A doctor takes an HIV test from an athlete during the 18th National Sports Festival in Lagos, Nigeria, last December.
Sunday Alamba
/
AP
A doctor takes an HIV test from an athlete during the 18th National Sports Festival in Lagos, Nigeria, last December.

Despite a plateau in funding by international donors, the United Nations AIDS agency reports striking progress in curbing new HIV infections and deaths from AIDS.

That progress — apparently due in large part to increases in affected countries' own anti-HIV spending — is fueled by a steady increase in the number of people getting antiviral drugs. Treatment not only prevents their death but can sharply reduce their risk of passing HIV to their sexual partners and children. It's "Treatment As Prevention," as the slogan goes.

UNAIDS says nearly 10 million people in low- and middle-income countries were getting anti-HIV drugs at the end of 2012 — almost a 20 percent increase in just one year.

Another report out Monday notes that funding from international donors has remained flat since 2008. Donor governments currently contribute $7.9 billion toward the pandemic response in low- and middle-income countries, with the United States accounting for $5 billion of that amount.

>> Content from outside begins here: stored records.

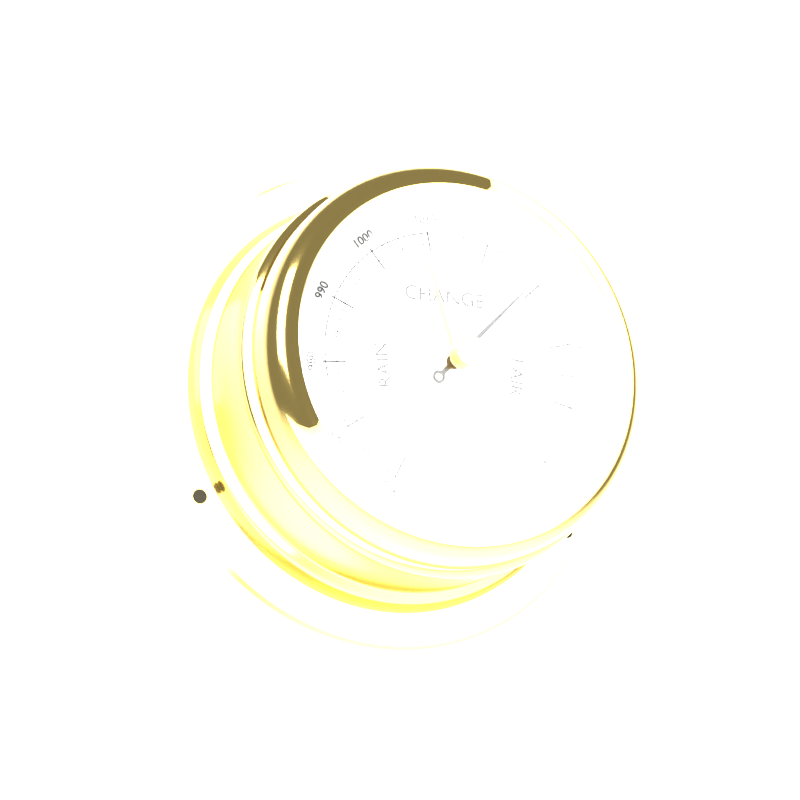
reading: 1029 mbar
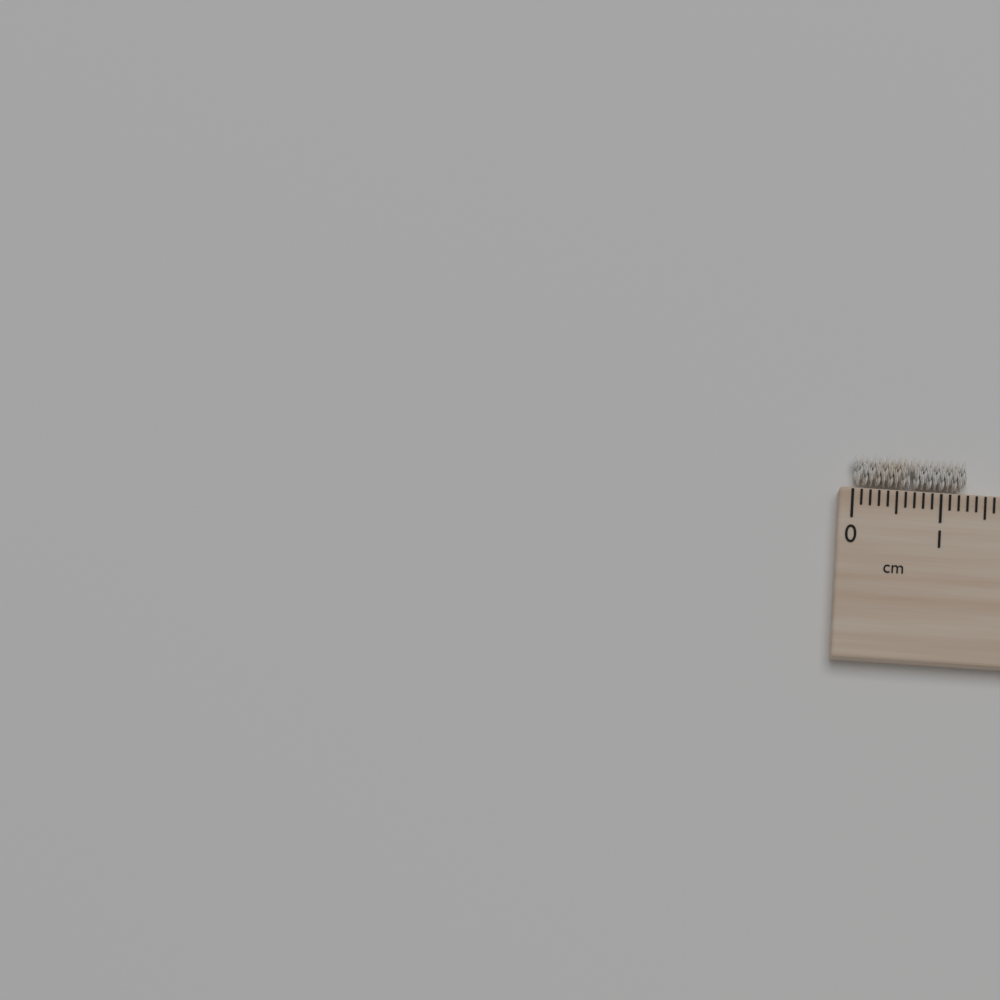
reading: 1.3 cm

But self-funding by HIV/AIDS-affected countries has increased, and now accounts for more than half of the $19 billion in total global spending on the pandemic.

In its update of the HIV/AIDS global situation, UNAIDS says 2.3 million people are infected with the AIDS virus each year — a 33 percent reduction from the annual spread of HIV in 2001. New infections among children are down by a heartening 52 percent.

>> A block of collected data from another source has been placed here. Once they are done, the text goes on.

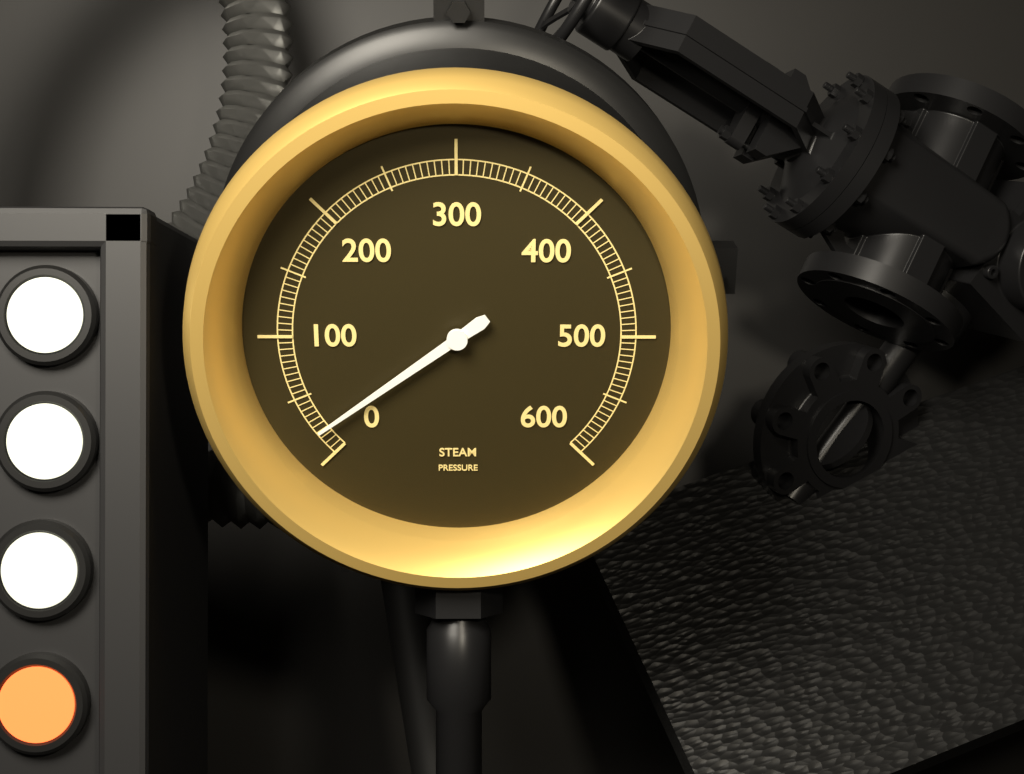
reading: 20 (no unit)
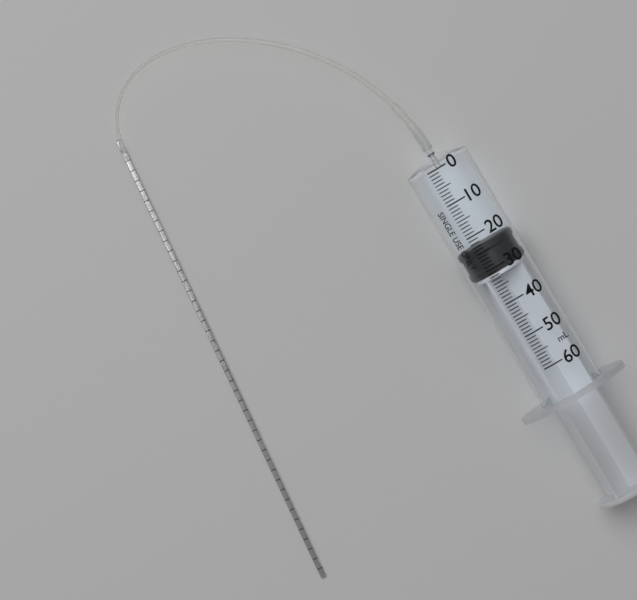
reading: 23 ml
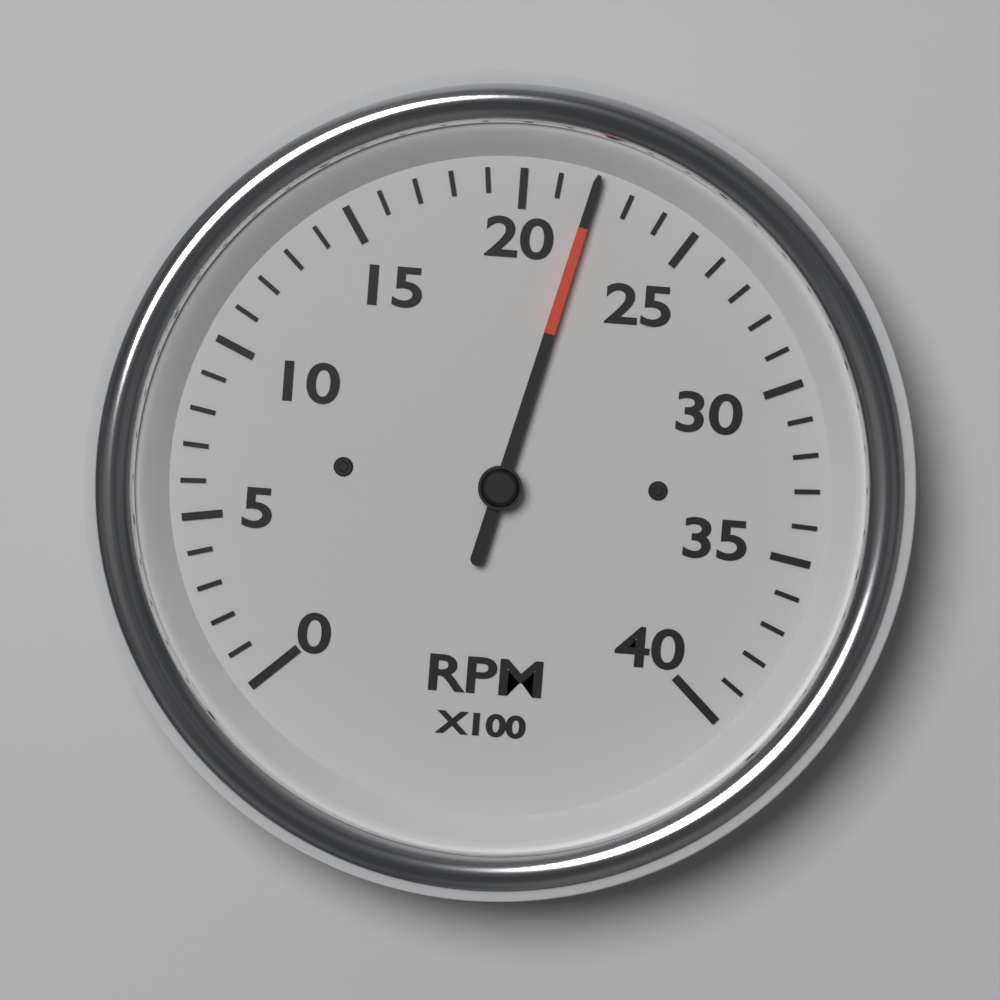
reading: 2200 RPM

The UNAIDS report's release was timed in advance of a U.N. meeting this week that will review progress toward meeting 2015 targets for eight Millennium Development Goals set back in 2000. Curbing the HIV/AIDS pandemic is one of the eight big goals.

The U.N. meeting will begin to lay out new goals stretching beyond 2015. The process has sparked considerable lobbying by various groups to make sure their causes get due consideration on the agenda, a key tool in international fundraising.

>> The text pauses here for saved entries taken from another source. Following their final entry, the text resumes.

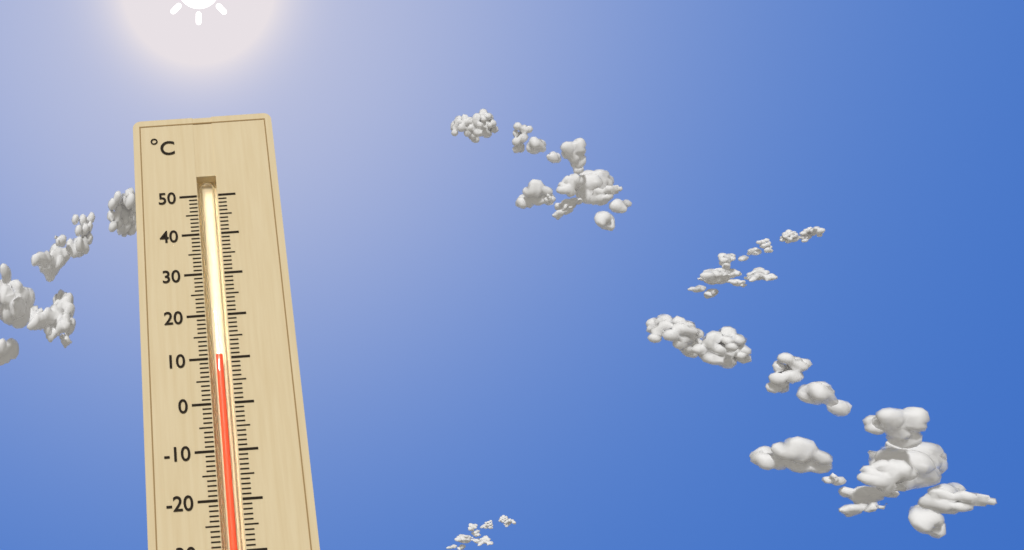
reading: 11 °C
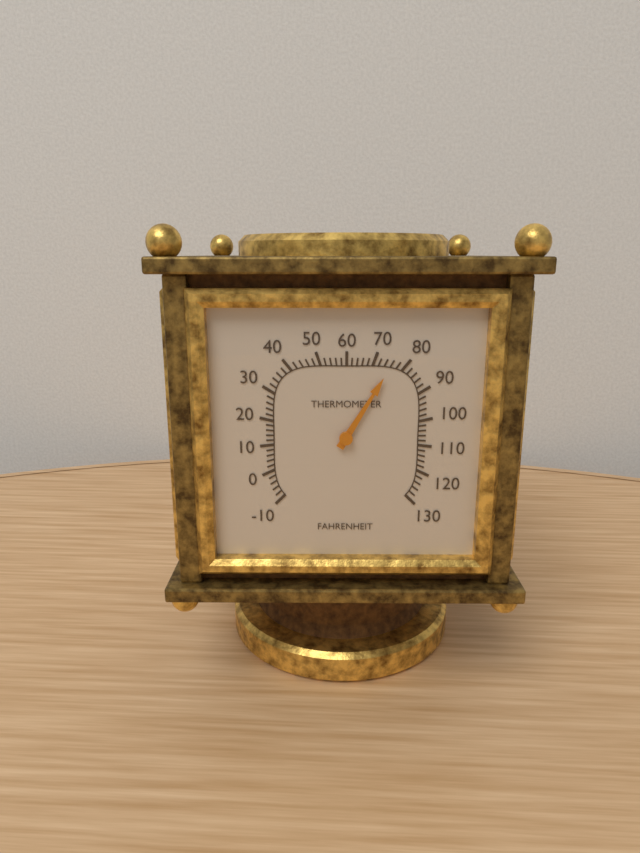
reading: 76 °F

"Hundreds of civil society groups, aid agencies, academics and representatives from the private sector are expected to be in New York to lobby [UN member states]," writes Liz Ford of The Guardian.

But Michel Sidibe, the executive director of UNAIDS, bravely asserts that the 2015 target of 15 million people on HIV treatment is within reach — even though current global resources on HIV/AIDS are billions of dollars short of what's needed.

"Not only can we meet the 2015 target ... we must also go on beyond and have the vision and commitment to ensure no one is left behind," Sibide says in a UNAIDS statement about the latest report.

The 2015 target is to get 15 million on antiretroviral treatment. That will cost about $23 billion a year — almost $3.5 billion more than current spending.

Meanwhile, the number of people needing HIV treatment has jumped to 28.3 million as the result of revised guidelines by the World Health Organization. That's 80 percent of the people in the world that UNAIDS estimates are infected with HIV. The new guidelines reflect research showing treatment can reduce new infections by up to 96 percent.

The new UNAIDS report says expanded HIV treatment has produced "dramatic acceleration towards reaching 2015 global targets on HIV." Not only are new infections sharply down, but AIDS-related deaths dropped by 30 percent since mortality peaked in 2005. Deaths of people dually infected with HIV and tuberculosis have declined even more – by 36 percent.

Further expansion of HIV treatment is hindered by more than just funding limits. UNAIDS says persistent problems such as punitive laws, discrimination against people with HIV and users of addictive drugs, and gender inequality are obstacles against scaling up treatment.

Copyright 2021 NPR. To see more, visit https://www.npr.org.

Since he joined NPR in 2000, Knox has covered a broad range of issues and events in public health, medicine, and science. His reports can be heard on NPR's Morning Edition, All Things Considered, Weekend Edition, Talk of the Nation, and newscasts.